The meeting was another testament to the fact that our contact with one another is ceaselessly inspiring (to me, if to no one else).
Peter Brook, legendary director and theatre theorist, once said that the purpose of the first rehearsal was to get to the second rehearsal. I was a bit antsy, to say the least, because we have so many options before us. I am grateful Dale made us play at the end of the meeting and then created the fourth rule, “Fail.” I have a tendency to want to bear the burden of everyone’s creative hopes and dreams. We can’t carry that around. If you play, you play, if you don’t you don’t, and either way it’s okay. Our first meeting wasn’t like a blind date where we spend the entire time haunted by some “decision” we know we finally have to make: “Yes or no. End or continue.” We’re already married in my mind, so we have many days and unlimited possibilities before us.
I want to state, again, that I think we ought to fully realize and produce *William Blake’s Inn*. It will be a great exercise in allowing something to “be what it is” in our creative development without worrying about pleasing a producer, a suit who worries about plot, for instance. This is about visions–having them, relating them, delighting in them.
If we begin to play with film scripts or film scenes or songs, I want us to be at a point where we can work with them without being in awe of them, dazzled by false gods (or real ones for that matter). So we develop a company outlook by exploring strategies and aesthetics and various what-nots first, then we bite into the material. (We have to know how to protect ourselves when not working with “proven” material.)
On THE ART OF TELLING THE TRUTH. I want us to produce an evening (coffee house-ish, readings-ish) with the above ironic title and based on our work with that exercise. Last night has inspired me to try and create one (prepared, not improvised) and to write some more about ways of using and developing the exercise. [Ed. note: These comments, on approaching this exercise, have been broken out into their own post.]
I like the idea of an evening of our false memories. (Can we call it Falsies, bringing to mind mammaries? No?)
I like the idea of the infinite variety: are you/your character telling this memory to the assembled audience, or is the audience watching you tell it to someone else? At some other time?
I like the idea Marc brings up in his comments of the eventual performance piece being an untruth. Or even a delusion.

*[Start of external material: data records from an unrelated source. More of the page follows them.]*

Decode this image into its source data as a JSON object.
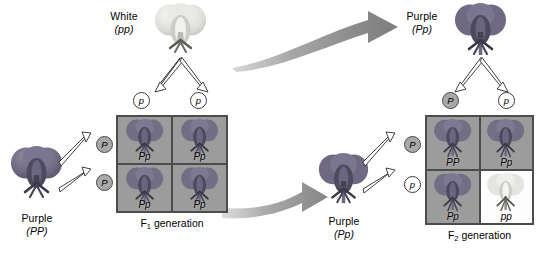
{
  "figure": {
    "colors": {
      "purple_flower": "#6f6a82",
      "white_flower": "#dcdcd8",
      "punnett_background": "#9c9c9c",
      "punnett_border": "#4c4c4c",
      "dominant_allele_fill": "#a9a9a9",
      "recessive_allele_fill": "#ffffff",
      "ribbon_arrow": "#8d8d8d",
      "text": "#000000"
    }
  },
  "parents": {
    "p_female": {
      "label": "White",
      "genotype": "(pp)",
      "flower_color": "white"
    },
    "p_male": {
      "label": "Purple",
      "genotype": "(PP)",
      "flower_color": "purple"
    }
  },
  "f1_parent": {
    "label": "Purple",
    "genotype": "(Pp)",
    "flower_color": "purple"
  },
  "f2_parent": {
    "label": "Purple",
    "genotype": "(Pp)",
    "flower_color": "purple"
  },
  "f1_cross": {
    "generation_label": "F",
    "generation_subscript": "1",
    "generation_suffix": " generation",
    "top_gametes": [
      "p",
      "p"
    ],
    "top_gamete_types": [
      "recessive",
      "recessive"
    ],
    "side_gametes": [
      "P",
      "P"
    ],
    "side_gamete_types": [
      "dominant",
      "dominant"
    ],
    "cells": [
      {
        "genotype": "Pp",
        "phenotype": "purple"
      },
      {
        "genotype": "Pp",
        "phenotype": "purple"
      },
      {
        "genotype": "Pp",
        "phenotype": "purple"
      },
      {
        "genotype": "Pp",
        "phenotype": "purple"
      }
    ]
  },
  "f2_cross": {
    "generation_label": "F",
    "generation_subscript": "2",
    "generation_suffix": " generation",
    "top_gametes": [
      "P",
      "p"
    ],
    "top_gamete_types": [
      "dominant",
      "recessive"
    ],
    "side_gametes": [
      "P",
      "p"
    ],
    "side_gamete_types": [
      "dominant",
      "recessive"
    ],
    "cells": [
      {
        "genotype": "PP",
        "phenotype": "purple"
      },
      {
        "genotype": "Pp",
        "phenotype": "purple"
      },
      {
        "genotype": "Pp",
        "phenotype": "purple"
      },
      {
        "genotype": "pp",
        "phenotype": "white"
      }
    ]
  }
}
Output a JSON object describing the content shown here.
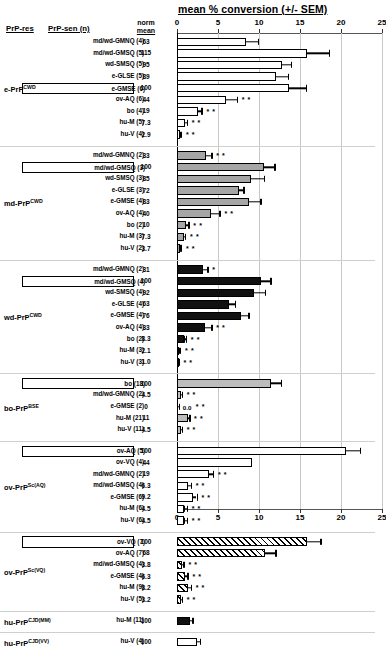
{
  "chart_data": {
    "type": "bar",
    "title": "mean % conversion (+/- SEM)",
    "xlabel": "mean % conversion (+/- SEM)",
    "ylabel": "",
    "orientation": "horizontal",
    "xlim": [
      0,
      25
    ],
    "xticks": [
      0,
      5,
      10,
      15,
      20,
      25
    ],
    "xticklabels": [
      "0",
      "5",
      "10",
      "15",
      "20",
      "25"
    ],
    "grid": true,
    "axis_position": "both top and bottom",
    "columns": [
      "PrP-res",
      "PrP-sen (n)",
      "norm mean",
      "mean % conversion (+/- SEM)"
    ],
    "significance_note": "* = p<0.05, ** = p<0.01 vs homologous reaction",
    "groups": [
      {
        "prp_res": "e-PrP",
        "prp_res_sup": "CWD",
        "fill": "white",
        "rows": [
          {
            "label": "md/wd-GMNQ (4)",
            "norm": "63",
            "value": 8.4,
            "sem": 1.6,
            "stars": "",
            "boxed": false
          },
          {
            "label": "md/wd-GMSQ (5)",
            "norm": "115",
            "value": 15.8,
            "sem": 2.8,
            "stars": "",
            "boxed": false
          },
          {
            "label": "wd-SMSQ (5)",
            "norm": "95",
            "value": 12.8,
            "sem": 1.2,
            "stars": "",
            "boxed": false
          },
          {
            "label": "e-GLSE (5)",
            "norm": "89",
            "value": 12.1,
            "sem": 1.5,
            "stars": "",
            "boxed": false
          },
          {
            "label": "e-GMSE (6)",
            "norm": "100",
            "value": 13.7,
            "sem": 2.1,
            "stars": "",
            "boxed": true
          },
          {
            "label": "ov-AQ (6)",
            "norm": "44",
            "value": 6.0,
            "sem": 1.4,
            "stars": "* *",
            "boxed": false
          },
          {
            "label": "bo (4)",
            "norm": "19",
            "value": 2.6,
            "sem": 0.5,
            "stars": "* *",
            "boxed": false
          },
          {
            "label": "hu-M (5)",
            "norm": "7.3",
            "value": 1.0,
            "sem": 0.3,
            "stars": "* *",
            "boxed": false
          },
          {
            "label": "hu-V (4)",
            "norm": "2.9",
            "value": 0.4,
            "sem": 0.2,
            "stars": "* *",
            "boxed": false
          }
        ]
      },
      {
        "prp_res": "md-PrP",
        "prp_res_sup": "CWD",
        "fill": "gray",
        "rows": [
          {
            "label": "md/wd-GMNQ (2)",
            "norm": "33",
            "value": 3.5,
            "sem": 0.8,
            "stars": "* *",
            "boxed": false
          },
          {
            "label": "md/wd-GMSQ (3)",
            "norm": "100",
            "value": 10.6,
            "sem": 1.4,
            "stars": "",
            "boxed": true
          },
          {
            "label": "wd-SMSQ (3)",
            "norm": "85",
            "value": 9.0,
            "sem": 1.7,
            "stars": "",
            "boxed": false
          },
          {
            "label": "e-GLSE (3)",
            "norm": "72",
            "value": 7.6,
            "sem": 0.6,
            "stars": "",
            "boxed": false
          },
          {
            "label": "e-GMSE (4)",
            "norm": "83",
            "value": 8.8,
            "sem": 1.5,
            "stars": "",
            "boxed": false
          },
          {
            "label": "ov-AQ (4)",
            "norm": "40",
            "value": 4.2,
            "sem": 1.1,
            "stars": "* *",
            "boxed": false
          },
          {
            "label": "bo (2)",
            "norm": "10",
            "value": 1.1,
            "sem": 0.4,
            "stars": "* *",
            "boxed": false
          },
          {
            "label": "hu-M (3)",
            "norm": "7.3",
            "value": 0.8,
            "sem": 0.3,
            "stars": "* *",
            "boxed": false
          },
          {
            "label": "hu-V (2)",
            "norm": "3.7",
            "value": 0.4,
            "sem": 0.2,
            "stars": "* *",
            "boxed": false
          }
        ]
      },
      {
        "prp_res": "wd-PrP",
        "prp_res_sup": "CWD",
        "fill": "black",
        "rows": [
          {
            "label": "md/wd-GMNQ (2)",
            "norm": "31",
            "value": 3.2,
            "sem": 0.6,
            "stars": "*",
            "boxed": false
          },
          {
            "label": "md/wd-GMSQ (4)",
            "norm": "100",
            "value": 10.2,
            "sem": 1.3,
            "stars": "",
            "boxed": true
          },
          {
            "label": "wd-SMSQ (4)",
            "norm": "92",
            "value": 9.4,
            "sem": 1.4,
            "stars": "",
            "boxed": false
          },
          {
            "label": "e-GLSE (4)",
            "norm": "63",
            "value": 6.4,
            "sem": 0.8,
            "stars": "",
            "boxed": false
          },
          {
            "label": "e-GMSE (4)",
            "norm": "76",
            "value": 7.8,
            "sem": 1.0,
            "stars": "",
            "boxed": false
          },
          {
            "label": "ov-AQ (4)",
            "norm": "33",
            "value": 3.4,
            "sem": 0.9,
            "stars": "* *",
            "boxed": false
          },
          {
            "label": "bo (2)",
            "norm": "8.3",
            "value": 0.9,
            "sem": 0.3,
            "stars": "* *",
            "boxed": false
          },
          {
            "label": "hu-M (3)",
            "norm": "2.1",
            "value": 0.3,
            "sem": 0.2,
            "stars": "* *",
            "boxed": false
          },
          {
            "label": "hu-V (3)",
            "norm": "1.0",
            "value": 0.2,
            "sem": 0.1,
            "stars": "* *",
            "boxed": false
          }
        ]
      },
      {
        "prp_res": "bo-PrP",
        "prp_res_sup": "BSE",
        "fill": "lightgray",
        "rows": [
          {
            "label": "bo (18)",
            "norm": "100",
            "value": 11.5,
            "sem": 1.3,
            "stars": "",
            "boxed": true
          },
          {
            "label": "md/wd-GMNQ (2)",
            "norm": "4.5",
            "value": 0.5,
            "sem": 0.2,
            "stars": "* *",
            "boxed": false
          },
          {
            "label": "e-GMSE (2)",
            "norm": "0",
            "value": 0.0,
            "sem": 0.35,
            "stars": "* *",
            "zero_label": "0.0",
            "boxed": false
          },
          {
            "label": "hu-M (21)",
            "norm": "11",
            "value": 1.3,
            "sem": 0.3,
            "stars": "* *",
            "boxed": false
          },
          {
            "label": "hu-V (11)",
            "norm": "4.5",
            "value": 0.5,
            "sem": 0.2,
            "stars": "* *",
            "boxed": false
          }
        ]
      },
      {
        "prp_res": "ov-PrP",
        "prp_res_sup": "Sc(AQ)",
        "fill": "white",
        "rows": [
          {
            "label": "ov-AQ (5)",
            "norm": "100",
            "value": 20.6,
            "sem": 1.8,
            "stars": "",
            "boxed": true
          },
          {
            "label": "ov-VQ (4)",
            "norm": "44",
            "value": 9.1,
            "sem": 0.0,
            "stars": "",
            "boxed": false
          },
          {
            "label": "md/wd-GMNQ (2)",
            "norm": "19",
            "value": 3.9,
            "sem": 0.6,
            "stars": "* *",
            "boxed": false
          },
          {
            "label": "md/wd-GMSQ (4)",
            "norm": "6.3",
            "value": 1.3,
            "sem": 0.5,
            "stars": "* *",
            "boxed": false
          },
          {
            "label": "e-GMSE (6)",
            "norm": "9.2",
            "value": 1.9,
            "sem": 0.6,
            "stars": "* *",
            "boxed": false
          },
          {
            "label": "hu-M (6)",
            "norm": "4.5",
            "value": 0.9,
            "sem": 0.4,
            "stars": "* *",
            "boxed": false
          },
          {
            "label": "hu-V (6)",
            "norm": "4.5",
            "value": 0.9,
            "sem": 0.4,
            "stars": "* *",
            "boxed": false
          }
        ]
      },
      {
        "prp_res": "ov-PrP",
        "prp_res_sup": "Sc(VQ)",
        "fill": "hatch",
        "rows": [
          {
            "label": "ov-VQ (7)",
            "norm": "100",
            "value": 15.8,
            "sem": 1.8,
            "stars": "",
            "boxed": true
          },
          {
            "label": "ov-AQ (7)",
            "norm": "68",
            "value": 10.7,
            "sem": 1.4,
            "stars": "",
            "boxed": false
          },
          {
            "label": "md/wd-GMSQ (4)",
            "norm": "3.8",
            "value": 0.6,
            "sem": 0.3,
            "stars": "* *",
            "boxed": false
          },
          {
            "label": "e-GMSE (4)",
            "norm": "6.3",
            "value": 1.0,
            "sem": 0.4,
            "stars": "* *",
            "boxed": false
          },
          {
            "label": "hu-M (9)",
            "norm": "8.2",
            "value": 1.3,
            "sem": 0.5,
            "stars": "* *",
            "boxed": false
          },
          {
            "label": "hu-V (5)",
            "norm": "3.2",
            "value": 0.5,
            "sem": 0.2,
            "stars": "* *",
            "boxed": false
          }
        ]
      },
      {
        "prp_res": "hu-PrP",
        "prp_res_sup": "CJD(MM)",
        "fill": "black",
        "rows": [
          {
            "label": "hu-M (11)",
            "norm": "100",
            "value": 1.6,
            "sem": 0.4,
            "stars": "",
            "boxed": false
          }
        ]
      },
      {
        "prp_res": "hu-PrP",
        "prp_res_sup": "CJD(VV)",
        "fill": "white",
        "rows": [
          {
            "label": "hu-V (4)",
            "norm": "100",
            "value": 2.4,
            "sem": 0.5,
            "stars": "",
            "boxed": false
          }
        ]
      }
    ]
  },
  "headers": {
    "prp_res": "PrP-res",
    "prp_sen": "PrP-sen (n)",
    "norm_line1": "norm",
    "norm_line2": "mean"
  }
}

On Marc’s comment, I like the idea of working with screenplay/script excerpts, but respect his point about the baggage we may carry about same. My proposed mitigation for this is to take scenes or scene fragments out of context, and experiment with replaying the same fragments multiple times with either no context or a new context we propose (or maybbe even draw out of a hat).
Imagine the climactic scene of A Few Good Men transferred to a dinner table discussion between mother and daughter? brothers? employee and employer? apocolyptic setting? Nazi Germany?
I am jealous… I say The Lacuna Group should transfer all operations to Dayton Ohio so that I can be a part of this.
If you have a space we can work in on Thursday nights, we may have to do that.
Ohio, home of Pere Ubu and Lacuna. Wow.
We have tons of open spaces on campus! Pere Ubu??? Nevermind… it is probably some band formed in the 70’s in Cleveland… Oh Marc… you are anything but predictable
Leadman David Thomas wanted to nod to Alfred Jarry’s character and acknowledge the fact that he, Thomas, was shaped like a pear, also like the original drawings of Pere Ubu. *Dub Housing* is my favorite album.